If one believes Jackson was a child molester, it will of course be far more difficult to sympathize with his plight. I make no claim to knowing the truth, but there’s something to be said for erring on the side of the American judicial system, flawed as it is. If we accept that suspects should be considered innocent until proven guilty, then surely they should be given the benefit of the doubt after being found not guilty. Ultimately, though, this is beside the point. Yes, it would have been nice if the Martin Bashirs of the world had exercised a little more basic human compassion towards the man, but it’s too late to do anything about that. My concern, then, isn’t so much with how Michael Jackson will be remembered as a person, but with how the image of his person will affect how we consider his music.

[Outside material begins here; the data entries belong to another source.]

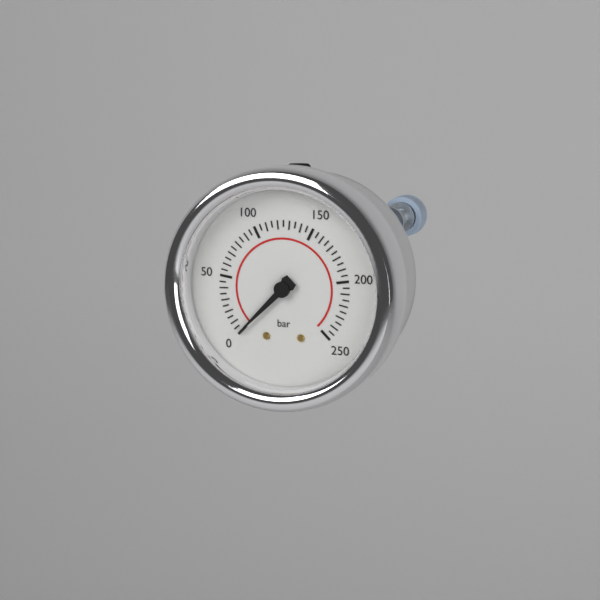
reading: 0 bar
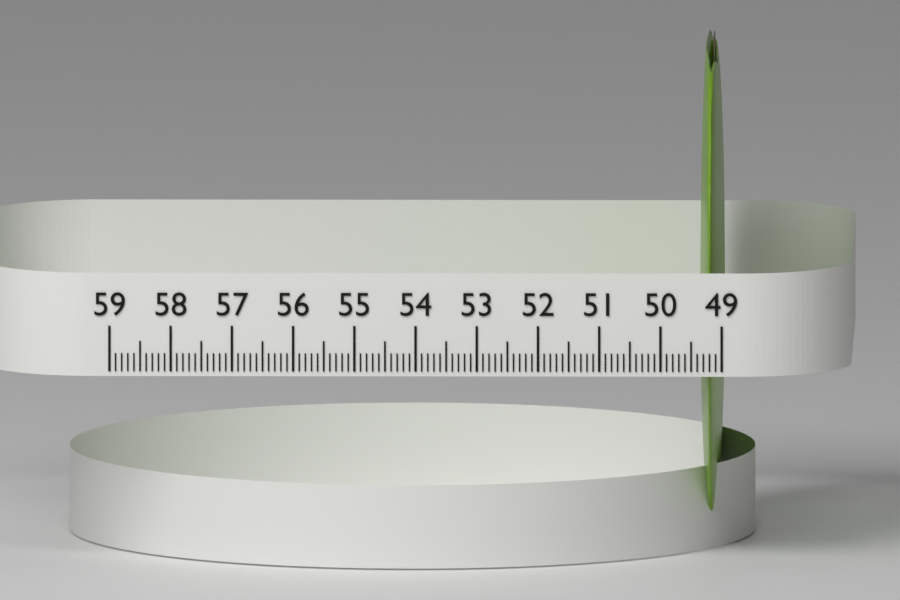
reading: 49.4 (no unit)
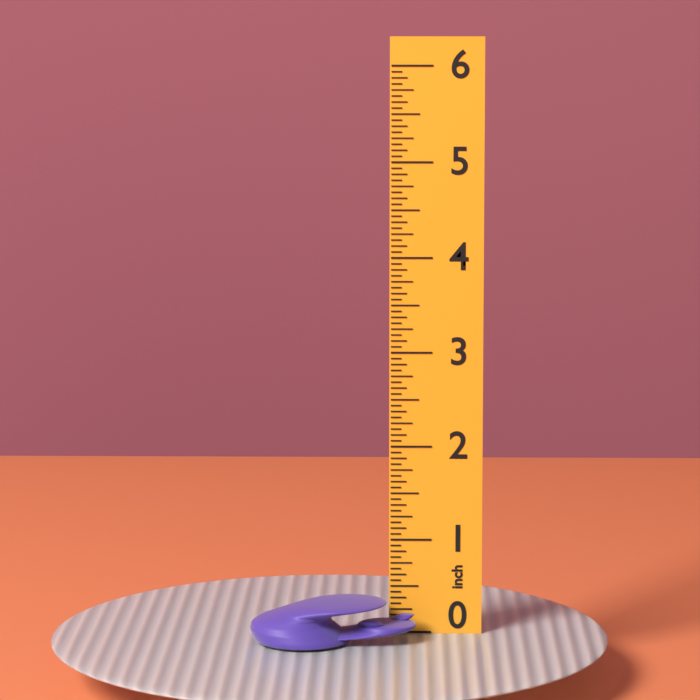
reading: 0.4375 inch
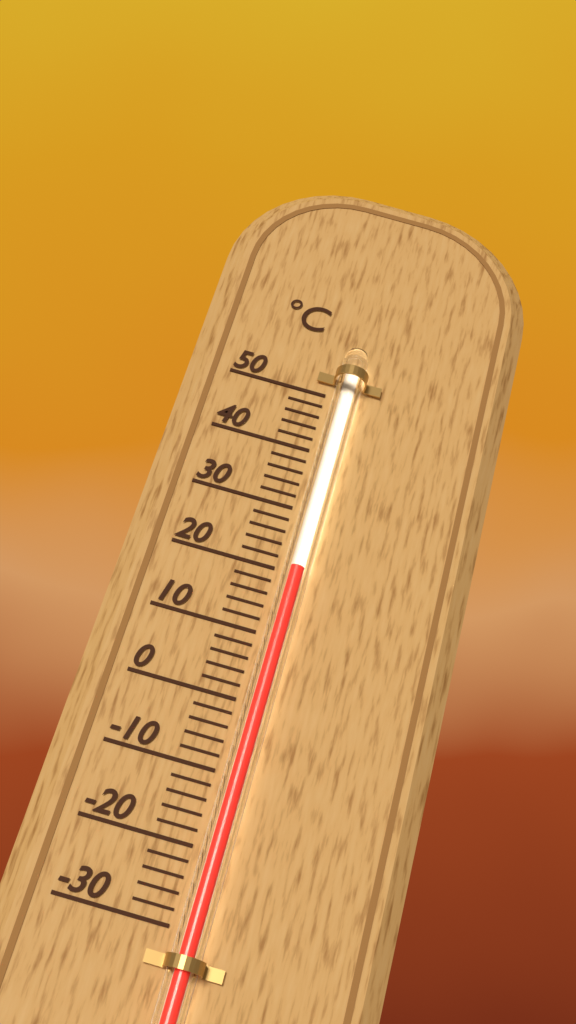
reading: 20 °C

If something good can come from Jackson’s untimely death, I suspect it will be the divorce of his music from his increasingly bizarre public image. So long as Jackson was alive, periodically making headlines with his utter peculiarity, the image of Michael Jackson in so many minds was of a washed-up, unsightly freak. Now that he’s dead, perhaps a fuller picture of the man’s amazing career will live on.
The impossibly-talented young Michael of the Jackson 5. The most popular entertainer in the world. And yes, the troubled later Michael, too, just as old, drug-addled Elvis hasn’t disappeared from the popular consciousness, but also doesn’t eclipse his early genius. The current posthumous glow surrounding Jackson’s image surely won’t last, and I don’t really think it should. Criminal or not, he wasn’t a saint or a martyr. But he was responsible for some of the greatest music of the twentieth century, and as “Wacko Jacko” disappears from the tabloids, I hope a fuller appreciation of the King of Pop will emerge, for all his faults and virtues.